Increasing hydroclimate whiplash, in conjunction with other well-established impacts of climate change on fire activity (Jones et al. 2022), will accelerate increases in wildfire disaster risk at regional-to-global scales. Humans, however, are capable agents of landscape-level changeand it is not only possible, but necessary, to stem the tide of increasingly disastrous wildfires by offsetting greater climatological fire potential via extensive and sustained risk-reducing interventions that increase the fire resilience of communities.
Daniel L. Swain: conceptualization, data curation, formal analysis, investigation, methodology, project administration, software, visualization, writing – original draft, writing – review and editing. John T. Abatzoglou: conceptualization, data curation, formal analysis, investigation, methodology, writing – review and editing. Christine M. Albano: conceptualization, writing – review and editing. Manuela I. Brunner: conceptualization, writing – review and editing. Noah S. Diffenbaugh: conceptualization, writing – review and editing. Crystal Kolden: conceptualization, writing – review and editing. Andreas F. Prein: conceptualization, writing – review and editing. Deepti Singh: conceptualization, writing – review and editing. Christopher B. Skinner: writing – review and editing; conceptualization, data curation, software, visualization. Thomas W. Swetnam: conceptualization, writing – review and editing. Danielle Touma: conceptualization, writing – review and editing.
期刊介绍:
Global Change Biology is an environmental change journal committed to shaping the future and addressing the world's most pressing challenges, including sustainability, climate change, environmental protection, food and water safety, and global health.

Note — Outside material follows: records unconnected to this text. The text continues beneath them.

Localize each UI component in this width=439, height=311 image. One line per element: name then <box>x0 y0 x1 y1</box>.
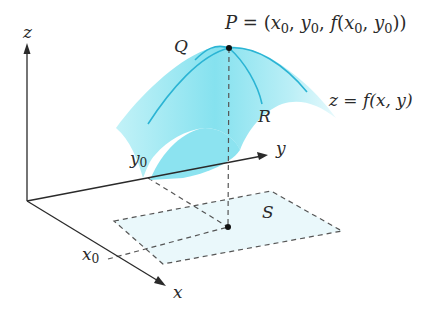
region-s-label: S <box>262 204 274 221</box>
point-p-label: P = (x0, y0, f(x0, y0)) <box>225 14 406 36</box>
diagram-graphic <box>0 0 439 311</box>
z-axis-label: z <box>23 24 32 41</box>
x-axis-label: x <box>173 284 183 301</box>
point-q-label: Q <box>174 38 188 55</box>
z-axis-arrow-icon <box>24 43 31 54</box>
x0-label: x0 <box>82 246 99 266</box>
point-in-region <box>225 224 231 230</box>
surface-equation-label: z = f(x, y) <box>329 92 413 109</box>
x-axis-arrow-icon <box>154 276 166 286</box>
y-axis-arrow-icon <box>257 152 268 160</box>
point-r-label: R <box>258 108 271 125</box>
diagram-canvas: z y x y0 x0 P = (x0, y0, f(x0, y0)) Q R … <box>0 0 439 311</box>
point-p <box>226 45 232 51</box>
y0-label: y0 <box>130 150 147 170</box>
y-axis-label: y <box>276 140 286 157</box>
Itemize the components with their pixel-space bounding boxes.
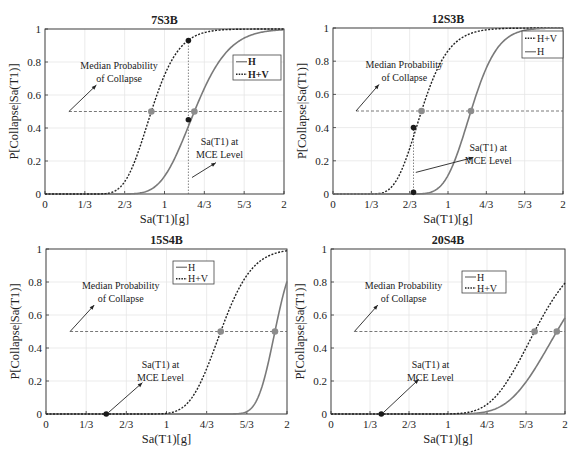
svg-text:Sa(T1) at: Sa(T1) at — [201, 136, 239, 148]
y-tick-label: 0.6 — [27, 89, 41, 101]
annotation-mce: Sa(T1) atMCE Level — [109, 359, 185, 413]
svg-text:of Collapse: of Collapse — [98, 293, 144, 304]
y-tick-label: 0.8 — [315, 55, 329, 67]
legend-entry: H — [248, 56, 256, 67]
svg-text:Sa(T1) at: Sa(T1) at — [412, 359, 450, 371]
x-tick-label: 4/3 — [480, 418, 495, 430]
x-tick-label: 2 — [284, 418, 290, 430]
y-tick-label: 0 — [37, 408, 43, 420]
legend-entry: H — [188, 262, 195, 273]
annotation-mce: Sa(T1) atMCE Level — [416, 142, 512, 173]
x-tick-label: 5/3 — [518, 198, 533, 210]
x-tick-label: 0 — [43, 418, 49, 430]
median-point — [148, 108, 155, 115]
x-axis-label: Sa(T1)[g] — [423, 212, 472, 226]
legend-entry: H+V — [537, 33, 558, 44]
svg-text:MCE Level: MCE Level — [137, 372, 184, 383]
svg-text:MCE Level: MCE Level — [465, 155, 512, 166]
y-axis-label: P[Collapse|Sa(T1)] — [8, 283, 22, 379]
svg-text:Sa(T1) at: Sa(T1) at — [142, 359, 180, 371]
x-tick-label: 1 — [445, 418, 451, 430]
y-axis-label: P[Collapse|Sa(T1)] — [293, 283, 307, 379]
x-tick-label: 2/3 — [118, 198, 133, 210]
legend: HH+V — [173, 261, 214, 284]
y-tick-label: 0.6 — [313, 309, 327, 321]
y-axis-label: P[Collapse|Sa(T1)] — [295, 63, 309, 159]
chart-panel-20s4b: 01/32/314/35/3200.20.40.60.8120S4BSa(T1)… — [290, 228, 581, 458]
chart-title: 12S3B — [432, 12, 465, 26]
median-point — [468, 108, 475, 115]
x-tick-label: 0 — [328, 418, 334, 430]
annotation-median: Median Probabilityof Collapse — [70, 280, 159, 332]
median-point — [191, 108, 198, 115]
y-tick-label: 1 — [322, 243, 328, 255]
median-point — [418, 108, 425, 115]
svg-text:of Collapse: of Collapse — [381, 72, 427, 83]
x-tick-label: 1/3 — [79, 418, 94, 430]
y-tick-label: 0.2 — [28, 375, 42, 387]
y-tick-label: 0.8 — [313, 276, 327, 288]
legend-entry: H+V — [477, 283, 498, 294]
x-tick-label: 2/3 — [402, 418, 417, 430]
legend: HH+V — [462, 271, 506, 294]
x-tick-label: 4/3 — [197, 198, 212, 210]
x-tick-label: 2 — [281, 198, 287, 210]
x-tick-label: 1 — [445, 198, 451, 210]
svg-text:Median Probability: Median Probability — [366, 59, 444, 70]
chart-panel-12s3b: 01/32/314/35/3200.20.40.60.8112S3BSa(T1)… — [290, 0, 581, 228]
y-tick-label: 0.2 — [313, 375, 327, 387]
x-axis-label: Sa(T1)[g] — [140, 212, 189, 226]
x-axis-label: Sa(T1)[g] — [423, 432, 472, 446]
y-tick-label: 0 — [324, 188, 330, 200]
y-tick-label: 0.2 — [27, 155, 41, 167]
x-tick-label: 1/3 — [363, 418, 378, 430]
x-tick-label: 2/3 — [119, 418, 134, 430]
x-axis-label: Sa(T1)[g] — [142, 432, 191, 446]
median-point — [531, 328, 538, 335]
mce-point — [411, 190, 417, 196]
svg-text:Median Probability: Median Probability — [80, 60, 158, 71]
chart-panel-15s4b: 01/32/314/35/3200.20.40.60.8115S4BSa(T1)… — [0, 228, 290, 458]
x-tick-label: 4/3 — [479, 198, 494, 210]
x-tick-label: 0 — [42, 198, 48, 210]
y-tick-label: 0.8 — [27, 56, 41, 68]
chart-title: 7S3B — [151, 13, 178, 27]
mce-point — [186, 38, 192, 44]
y-tick-label: 1 — [37, 243, 43, 255]
x-tick-label: 1/3 — [364, 198, 379, 210]
svg-text:Median Probability: Median Probability — [82, 280, 160, 291]
x-tick-label: 5/3 — [519, 418, 534, 430]
annotation-mce: Sa(T1) atMCE Level — [192, 136, 243, 178]
legend-entry: H+V — [188, 273, 209, 284]
svg-text:Sa(T1) at: Sa(T1) at — [470, 142, 508, 154]
mce-point — [411, 125, 417, 131]
legend-entry: H — [537, 46, 544, 57]
x-tick-label: 2/3 — [403, 198, 418, 210]
y-tick-label: 0.6 — [315, 88, 329, 100]
median-point — [217, 328, 224, 335]
mce-point — [103, 411, 109, 417]
svg-text:MCE Level: MCE Level — [407, 372, 454, 383]
y-tick-label: 0.4 — [315, 122, 329, 134]
y-tick-label: 0 — [36, 188, 42, 200]
legend: HH+V — [233, 55, 281, 80]
svg-text:of Collapse: of Collapse — [381, 293, 427, 304]
x-tick-label: 1 — [164, 418, 170, 430]
median-point — [554, 328, 561, 335]
legend-entry: H — [477, 272, 484, 283]
median-point — [272, 328, 279, 335]
chart-title: 20S4B — [432, 233, 465, 247]
chart-panel-7s3b: 01/32/314/35/3200.20.40.60.817S3BSa(T1)[… — [0, 0, 290, 228]
annotation-mce: Sa(T1) atMCE Level — [384, 359, 454, 413]
y-tick-label: 1 — [36, 23, 42, 35]
y-tick-label: 0.2 — [315, 155, 329, 167]
y-tick-label: 0 — [322, 408, 328, 420]
x-tick-label: 5/3 — [237, 198, 252, 210]
y-tick-label: 0.8 — [28, 276, 42, 288]
annotation-median: Median Probabilityof Collapse — [69, 60, 158, 112]
mce-point — [379, 411, 385, 417]
y-axis-label: P[Collapse|Sa(T1)] — [7, 63, 21, 159]
chart-title: 15S4B — [150, 233, 183, 247]
x-tick-label: 5/3 — [240, 418, 255, 430]
x-tick-label: 0 — [330, 198, 336, 210]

Dedicated to fostering a profound understanding of the impacts of global change on biological systems and offering innovative solutions, the journal publishes a diverse range of content, including primary research articles, technical advances, research reviews, reports, opinions, perspectives, commentaries, and letters. Starting with the 2024 volume, Global Change Biology will transition to an online-only format, enhancing accessibility and contributing to the evolution of scholarly communication.